(Stored data)
'''

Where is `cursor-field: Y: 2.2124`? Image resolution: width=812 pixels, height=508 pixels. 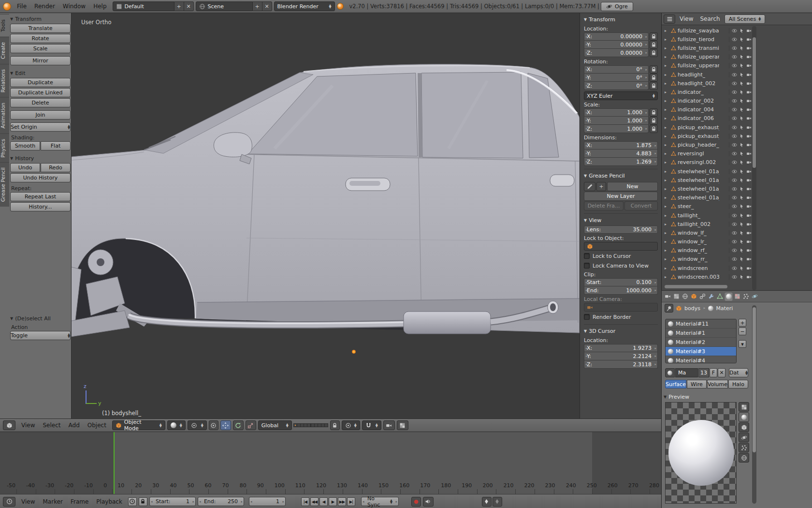
cursor-field: Y: 2.2124 is located at coordinates (621, 356).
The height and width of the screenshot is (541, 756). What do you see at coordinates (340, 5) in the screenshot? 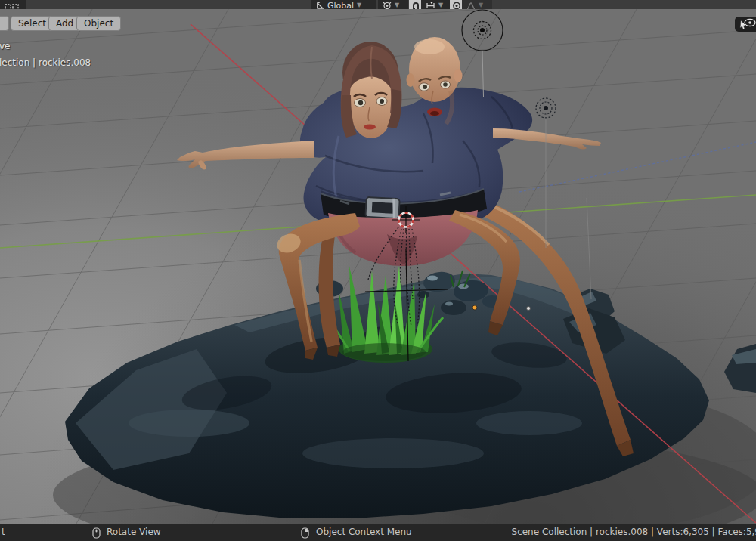
I see `transform-orientation-label: Global` at bounding box center [340, 5].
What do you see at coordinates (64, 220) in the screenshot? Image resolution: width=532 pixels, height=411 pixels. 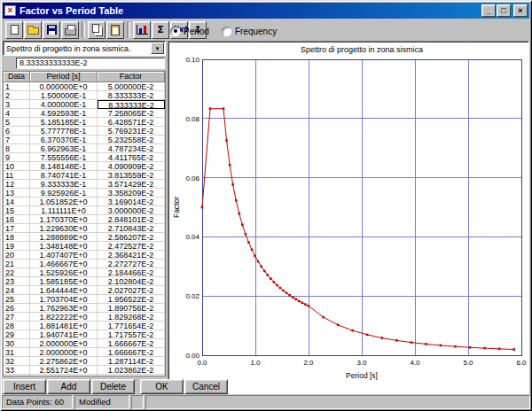 I see `period-cell: 1.170370E+0` at bounding box center [64, 220].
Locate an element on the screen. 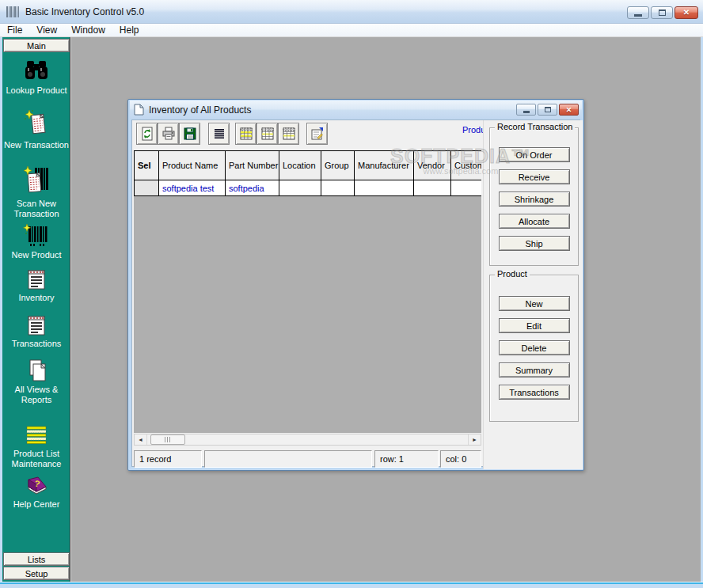 The width and height of the screenshot is (703, 588). summary-button: Summary is located at coordinates (534, 370).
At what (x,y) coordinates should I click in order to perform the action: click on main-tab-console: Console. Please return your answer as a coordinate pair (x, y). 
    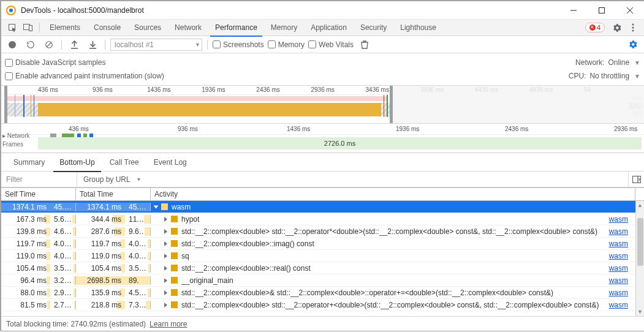
    Looking at the image, I should click on (107, 28).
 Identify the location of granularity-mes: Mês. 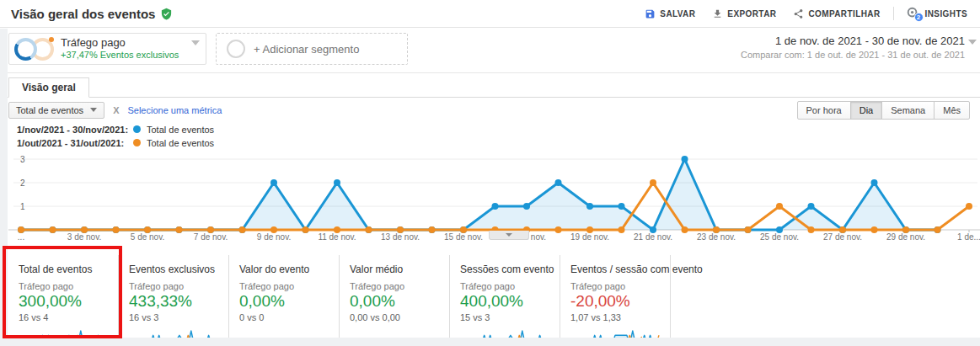
(952, 110).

'''

** TASK INSTRUCTIONS **
Retype, please, exactly the lines that begin with the one containing "At what (x,y)" and end at the last line of the entries above, both included, leaving out pictures.

** RESPONSE **
At what (x,y) coordinates should I click in order to perform the action: click on main-tab-console: Console. Please return your answer as a coordinate pair (x, y). 
    Looking at the image, I should click on (107, 28).
 Identify the location of granularity-mes: Mês. 
(952, 110).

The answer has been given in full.